Lately I've been noticing a lot of cases where the successor to a given instance of web technology (specifically within the so-called
"LAMP" stack of Linux, Apache, MySQL, and PHP/Perl/Python) isn't necessarily the next version of that instance, but rather something different. "Say what?" Let me explain with the specifics:
Web Servers: The
Apache web server is what most right-thinking people have been using for the past decade. Version 1.3 is common, stable, and reliable, but the Apache people have been pushing version 2.0, which has taken a while to become stable and reliable (and therefore common). I had thought that I'd eventually decide that 2.0 (or 2.1) has become good enough to switch to. Instead, I'm starting to think that
LightTPD will reach that point first. Of course, a big thing holding it back is its barely-pronouncable name, so people have started calling it "lighty".
Programming Languages: The dominant web programming language these days is
PHP, with PHP 4 currently the commonly used stable version, and PHP 5 the improved version that many people are gradually switching to. But PHP is an ugly monstrosity that encourages poor programming, and few experienced programmers really like it. Meanwhile,
Perl is a language that's much-beloved among many, but others find it ugly. Perl 5 has long been stable, introducing features incrementally (currently at version 5.8), but some years ago major development turned toward Perl 6 and big changes; Perl 6 has taken forever to produce end-user-visible results, and apparently some Perl 6 features are now supposed to be making their way into Perl 5. But now the
Ruby programming language (which began in Japan in the early 90s as sort of a more object-oriented Perl) is starting to become popular among both PHP and Perl programmers, especially (in the context of web programming) with the
Ruby On Rails framework. At this point I think Ruby (On Rails) is likely to become more popular than either PHP 5 or Perl 6. At one point
Python aspired to that position, but Ruby does it all better.
Finally, one I'm not yet sure about, which doesn't quite fit the same pattern as the rest....
Database Servers:
MySQL has become the dominant open-source web database server by starting with speed and ease-of-use, then gradually adding better real-world database features, most visibly in the latest major version, MySQL 5.0. But many people are still running the stable version 4.1 or even 4.0. Recently the 800-pound gorilla of commercial databases,
Oracle, bought up the companies that provide the storage engine technology that give MySQL its major reliability features, leaving in doubt MySQL's future commercial viability (and therefore future development of the open-source side). Meanwhile,
PostgreSQL has had those real-world database features forever, but has historically been slower at improving its speed and ease-of-use, so it's taken longer to catch on in the web world, and it isn't entirely compatible with MySQL. Some have talked about the possibility of porting PostgreSQL's storage engine over to MySQL, but I think the more likely scenario is
PostgreSQL gaining MySQL compatibility so that PostgreSQL can directly replace MySQL.
I suppose for completeness I'd talk about migrating from
Linux 2.4 to
FreeBSD rather than to Linux 2.6, but I haven't seen much sign of that. Rather, I get the impression that FreeBSD's long-awaited version 5 release seems to have been seen as a bit of a disappointment, while FreeBSD admins stick with the ever-stable FreeBSD 4, and the Linux 2.4 admins unhappy with Linux 2.6 are likely to stay with 2.4 for a while.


* Work request:
Work through the records below and tally every line containing "generator". Reply with the total alone.

START The input

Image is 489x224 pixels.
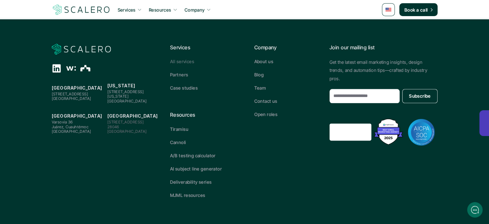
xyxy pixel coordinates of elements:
[107,94,147,103] span: [US_STATE][GEOGRAPHIC_DATA]
[170,191,206,198] p: MJML resources
[118,6,136,13] p: Services
[10,85,119,98] button: New conversation
[254,97,278,104] p: Contact us
[170,152,216,159] p: A/B testing calculator
[52,85,102,90] strong: [GEOGRAPHIC_DATA]
[149,6,171,13] p: Resources
[170,139,235,145] a: Cannoli
[254,71,319,78] a: Blog
[52,129,91,134] span: [GEOGRAPHIC_DATA]
[170,125,189,132] p: Tiramisu
[254,111,319,117] a: Open roles
[467,202,483,217] iframe: gist-messenger-bubble-iframe
[52,91,88,96] span: [STREET_ADDRESS]
[52,113,102,118] strong: [GEOGRAPHIC_DATA]
[170,84,235,91] a: Case studies
[170,165,222,172] p: AI subject line generator
[54,182,81,186] span: We run on Gist
[107,83,135,88] strong: [US_STATE]
[52,96,91,101] span: [GEOGRAPHIC_DATA]
[254,71,264,78] p: Blog
[170,58,235,65] a: All services
[170,84,198,91] p: Case studies
[408,118,435,145] img: AICPA SOC badge
[254,84,319,91] a: Team
[170,178,212,185] p: Deliverability series
[373,117,405,146] img: Best Email Marketing Agency 2025 - Recognized by Mailmodo
[402,89,438,103] button: Subscribe
[107,120,160,134] p: [STREET_ADDRESS] 28046 [GEOGRAPHIC_DATA]
[42,89,77,94] span: New conversation
[66,63,76,73] div: Wellfound
[52,43,111,55] img: Scalero company logo for dark backgrounds
[170,125,235,132] a: Tiramisu
[400,3,438,16] a: Book a call
[52,63,61,73] div: Linkedin
[52,124,89,129] span: Juárez, Cuauhtémoc
[409,92,431,99] p: Subscribe
[330,58,438,82] p: Get the latest email marketing insights, design trends, and automation tips—crafted by industry p...
[254,111,278,117] p: Open roles
[52,4,111,16] img: Scalero company logo
[170,71,188,78] p: Partners
[81,63,91,73] div: The Org
[170,165,235,172] a: AI subject line generator
[254,58,319,65] a: About us
[254,84,266,91] p: Team
[254,58,273,65] p: About us
[107,113,158,118] strong: [GEOGRAPHIC_DATA]
[107,89,144,94] span: [STREET_ADDRESS]
[405,6,428,13] p: Book a call
[330,43,438,52] p: Join our mailing list
[254,43,319,52] p: Company
[185,6,205,13] p: Company
[170,191,235,198] a: MJML resources
[170,71,235,78] a: Partners
[170,139,186,145] p: Cannoli
[170,152,235,159] a: A/B testing calculator
[170,178,235,185] a: Deliverability series
[170,43,235,52] p: Services
[10,43,119,74] h2: Let us know if we can help with lifecycle marketing.
[170,111,235,119] p: Resources
[254,97,319,104] a: Contact us
[52,4,111,15] a: Scalero company logo
[52,119,73,124] span: Varsovia 36
[10,31,119,42] h1: Hi! Welcome to Scalero.
[170,58,194,65] p: All services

END The input

* Exercise answer:
2